Friday, November 14, 2014

Knowledge vs. Intelligence

About a week ago, I was running into major issues during development of one of my side projects. After a few nights working to resolve whatever was breaking, I was getting frustrated with my lack of progress.

The next night, I was video chatting with Olivier Lacan, and we started discussing the problem. Since he’s a good friend, he suggested sharing my screen and helping me work through it. I was working in Laravel, the new era PHP framework, which Olivier has never worked with (nor does he work with PHP). But he’s intelligent and a great developer, so I quickly took him up on his offer.

We pored through the codebase together—I walked him through the application and the framework, and he asked probing questions about what was happening internally. Since Olivier isn’t deeply familiar with Laravel, he asks different questions than I do, and those questions led us to interesting parts of the framework that I wouldn’t have gotten to alone. After about an hour of debugging, we identified the root issue and fixed it.

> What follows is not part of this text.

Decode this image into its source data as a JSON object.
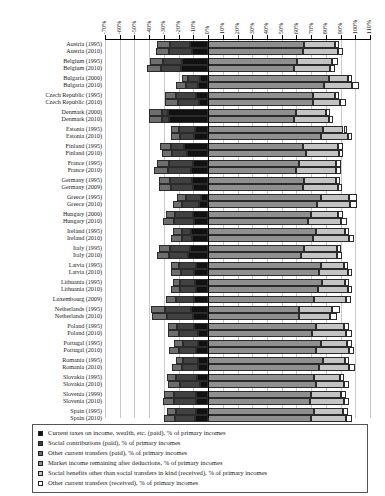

I’ve talked about “switch programming” before—trading computers with someone and working through each others’ issues separately—but this is something different. It’s more akin to traditional “rubber ducking,” except with a trusted, intelligent friend.

The difference between knowledge and intelligence is key here. Knowledge is the collection of skills and information a person has acquired through experience. Intelligence is the ability to apply knowledge. Just because someone lacks knowledge of a particular subject doesn’t mean they can’t apply their intelligence to help solve problems.

Knowledge is wonderful, but it fades as techniques and technologies come and go. Intelligence sustains. Its borders extend beyond any technique or technology, and that makes all the difference.